Numbers from the Richmond Police Department show violent crimes in the Creighton neighborhood have more than tripled in the last year.

The number of people shot in the neighborhood jumped from three in 2016, to 13 in 2017.

"At any time, they probably will start shooting and you don't know where the bullets are going," Ross said.

Some have called for Creighton and Richmond's other courts to be torn down and replaced with mixed-use developments, and housing vouchers that residents can use to live elsewhere.

And, that's exactly what is happening, on a small scale, at Creighton Court.

"We are finally saying this is to the best degree possible this is what we know or think can work, and we're going to take a step out and do it," Scott Andrews-Weckerly, who works for the Richmond City Health District and as a family transition coach at Creighton Court said.

The Richmond Redevelopment and Housing Authority is helping 250 residents, including Ross, to move new homes outside of the complex.

Scott Andrews-Weckerly

Andrews-Weckerly is a key part of that transition.

"They're able to live in a culture of diversity of income levels and experiences in the housing that is being built and really profit from that in ways that help them thrive," Andrews-Weckerly said.

Some of the residents will move into new mixed-income houses and apartments being built across from Creighton Court on the site of the old Armstrong High School.

Others will move to homes in different parts of the metro region, with the ultimate goal being to relocate every Creighton resident within a decade.

"It's worth a try you know?" Shaquitta White, who has lived in Creighton for about a year, said.

Shaquitta White

Like Ross, White grew up in a Richmond housing project, left and then came back.

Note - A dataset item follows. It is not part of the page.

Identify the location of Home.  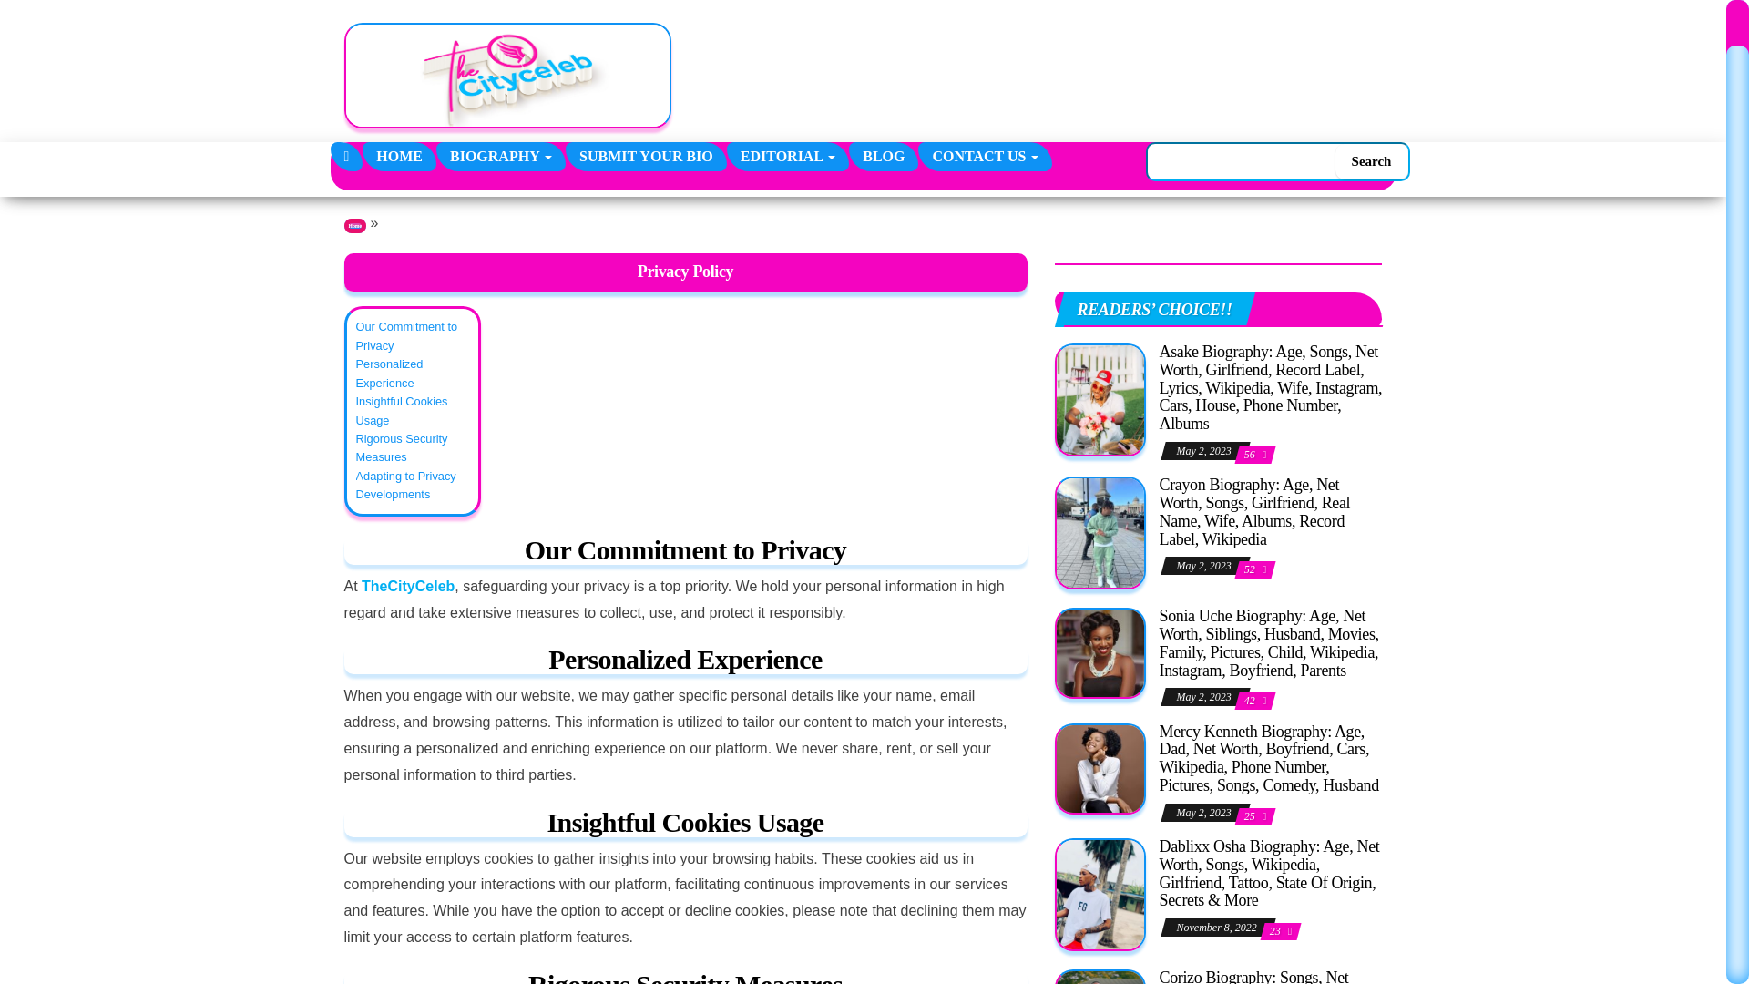
(399, 156).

"I was raised by my grandmother. We lived in Hillside Court in the Southside area up until I was like 10 years old," White said.

As she raises five kids in Creighton and studies to become a Certified Nursing Assistant, White said she can only afford public housing right now.

"We wake up all different times of the night hearing gunshots. People just, you know, shooting at each other, firing in the air. It just scares me. I'm scared for my kids," White said.

At first, White seemed slightly skeptical of the new plans for the residents in Creighton.

"You can tear the projects down, you can take the people out of the ghetto, but you cannot take the ghetto out the people simple as that," White said.

But, after further thought she recognized the change could benefit her family, especially her 8-year-old son.

"I feel like if I stay here any longer than he is going to get wrapped up in all this bad that is going on, and I don't want him to be like that, I don't want him to become another statistic," White said.

White isn't slated for the initial move yet, but Andrews-Weckerly told us they will talk to her about the possibility.

They hope to have the 250 residents relocated by the end of next year, and the rest of Creighton Court moved in another 7-10 years.

Total development costs for the Armstrong site are $56,836,982, according to RRHA.

The financing comes from a mix of private, state, federal, and city funds.